GEORGIA TO SEEK INTERNATIONAL INITIATIVE ON ABKHAZIA.

Publication: Monitor Volume: 2 Issue: 46

Georgian president Eduard Shevardnadze yesterday told the country on radio that the lack of progress toward resolving the Abkhazia problem was cause for "concern and indignation." Shevardnadze gave Russia until May at the latest to act in its capacity as mediator and peacekeeper and to show "tangible progress" toward a settlement. Failing that, he said, he would ask the UN and the OSCE to take over the initiative in settling the conflict. The preceding day Shevardnadze’s spokesman had complained that Abkhazia continues receiving food and fuel, including Russian, by sea and by land notwithstanding the sanctions declared by the CIS summit back in January. The commander of Russian "peacekeeping" troops, Lt. General Vasily Yakushev, in turn warned that "if we leave, war will start again." (14)

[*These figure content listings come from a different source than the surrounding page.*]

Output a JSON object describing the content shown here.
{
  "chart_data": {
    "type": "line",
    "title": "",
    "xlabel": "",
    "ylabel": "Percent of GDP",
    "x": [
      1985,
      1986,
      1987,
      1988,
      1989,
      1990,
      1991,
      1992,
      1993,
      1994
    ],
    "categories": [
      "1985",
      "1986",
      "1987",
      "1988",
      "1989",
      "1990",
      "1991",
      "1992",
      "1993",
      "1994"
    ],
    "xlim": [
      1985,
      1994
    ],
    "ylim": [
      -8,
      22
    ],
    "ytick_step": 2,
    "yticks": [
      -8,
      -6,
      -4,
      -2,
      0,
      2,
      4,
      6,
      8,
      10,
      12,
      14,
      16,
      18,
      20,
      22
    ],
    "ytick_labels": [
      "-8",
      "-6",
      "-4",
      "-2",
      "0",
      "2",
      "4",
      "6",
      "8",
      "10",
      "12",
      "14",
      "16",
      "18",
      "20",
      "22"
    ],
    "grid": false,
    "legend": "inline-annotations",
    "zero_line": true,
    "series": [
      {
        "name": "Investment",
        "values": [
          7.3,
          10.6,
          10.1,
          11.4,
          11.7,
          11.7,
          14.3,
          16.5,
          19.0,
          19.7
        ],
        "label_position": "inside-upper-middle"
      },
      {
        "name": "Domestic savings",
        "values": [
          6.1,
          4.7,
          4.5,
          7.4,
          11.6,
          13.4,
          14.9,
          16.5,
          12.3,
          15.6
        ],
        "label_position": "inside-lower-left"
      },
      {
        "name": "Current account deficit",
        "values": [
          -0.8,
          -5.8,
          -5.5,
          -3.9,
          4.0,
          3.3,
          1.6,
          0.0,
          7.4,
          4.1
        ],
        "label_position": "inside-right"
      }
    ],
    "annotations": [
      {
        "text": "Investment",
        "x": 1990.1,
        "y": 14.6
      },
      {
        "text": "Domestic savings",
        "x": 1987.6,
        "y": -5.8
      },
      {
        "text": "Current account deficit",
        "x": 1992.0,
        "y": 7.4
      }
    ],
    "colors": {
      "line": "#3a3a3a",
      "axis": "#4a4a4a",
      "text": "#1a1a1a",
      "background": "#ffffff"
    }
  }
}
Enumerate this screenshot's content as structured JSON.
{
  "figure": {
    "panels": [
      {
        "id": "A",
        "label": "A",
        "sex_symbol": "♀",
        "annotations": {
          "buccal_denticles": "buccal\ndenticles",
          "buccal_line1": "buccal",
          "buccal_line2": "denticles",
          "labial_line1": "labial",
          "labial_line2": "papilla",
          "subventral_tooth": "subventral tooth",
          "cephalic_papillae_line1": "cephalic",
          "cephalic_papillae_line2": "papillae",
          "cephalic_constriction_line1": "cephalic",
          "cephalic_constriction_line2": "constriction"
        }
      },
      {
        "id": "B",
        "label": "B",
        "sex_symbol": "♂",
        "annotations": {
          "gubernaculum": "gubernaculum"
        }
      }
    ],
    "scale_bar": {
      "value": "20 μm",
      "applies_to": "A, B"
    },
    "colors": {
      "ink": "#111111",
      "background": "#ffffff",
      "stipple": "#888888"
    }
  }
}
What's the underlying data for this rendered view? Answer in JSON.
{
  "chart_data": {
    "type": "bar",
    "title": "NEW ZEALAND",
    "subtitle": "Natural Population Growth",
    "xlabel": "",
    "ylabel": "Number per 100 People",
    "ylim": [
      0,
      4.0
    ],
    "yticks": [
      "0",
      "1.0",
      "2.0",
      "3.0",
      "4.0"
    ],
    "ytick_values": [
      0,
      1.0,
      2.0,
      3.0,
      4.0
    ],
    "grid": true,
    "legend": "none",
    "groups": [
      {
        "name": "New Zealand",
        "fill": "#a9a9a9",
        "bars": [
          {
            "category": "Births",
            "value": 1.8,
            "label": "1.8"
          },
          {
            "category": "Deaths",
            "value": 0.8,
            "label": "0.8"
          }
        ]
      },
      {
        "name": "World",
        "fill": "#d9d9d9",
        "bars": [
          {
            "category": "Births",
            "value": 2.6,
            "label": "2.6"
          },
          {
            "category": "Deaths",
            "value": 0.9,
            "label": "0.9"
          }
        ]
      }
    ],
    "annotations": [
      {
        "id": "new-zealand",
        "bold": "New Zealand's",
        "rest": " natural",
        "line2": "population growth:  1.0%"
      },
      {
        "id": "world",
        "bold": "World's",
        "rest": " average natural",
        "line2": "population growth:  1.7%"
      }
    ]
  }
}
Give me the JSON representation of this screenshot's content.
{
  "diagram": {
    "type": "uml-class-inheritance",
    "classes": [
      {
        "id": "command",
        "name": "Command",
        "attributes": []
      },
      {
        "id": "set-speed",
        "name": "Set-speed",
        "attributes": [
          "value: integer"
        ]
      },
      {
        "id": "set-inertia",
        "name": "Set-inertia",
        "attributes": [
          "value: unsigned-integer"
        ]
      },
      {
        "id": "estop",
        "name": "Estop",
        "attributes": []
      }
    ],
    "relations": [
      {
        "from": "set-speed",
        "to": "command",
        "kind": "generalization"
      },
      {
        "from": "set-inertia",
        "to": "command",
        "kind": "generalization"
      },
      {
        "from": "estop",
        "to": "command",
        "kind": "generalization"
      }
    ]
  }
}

Following its hard-won successes on paper at the CIS summit in January, Tbilisi expected decisive progress on three fronts: sanctions enforcement, agreement on Georgia’s federalization at the Moscow-mediated Georgian-Abkhaz negotiations, and the Georgian refugees’ return to Abkhazia under Russian military protection. None of those hopes materialized as Moscow promptly backtracked on the sanctions, the negotiations collapsed while the Duma’s Communist leaders encouraged Abkhaz intransigence, and Russia’s Defense Ministry declined to task its "peacekeeping" troops to repatriate the Georgian refugees. Georgia accepted a three-month extension of the peacekeeping troops’ mandate until April 19, provided they are empowered to exercise police functions in Abkhazia and repatriate the Georgian refugees.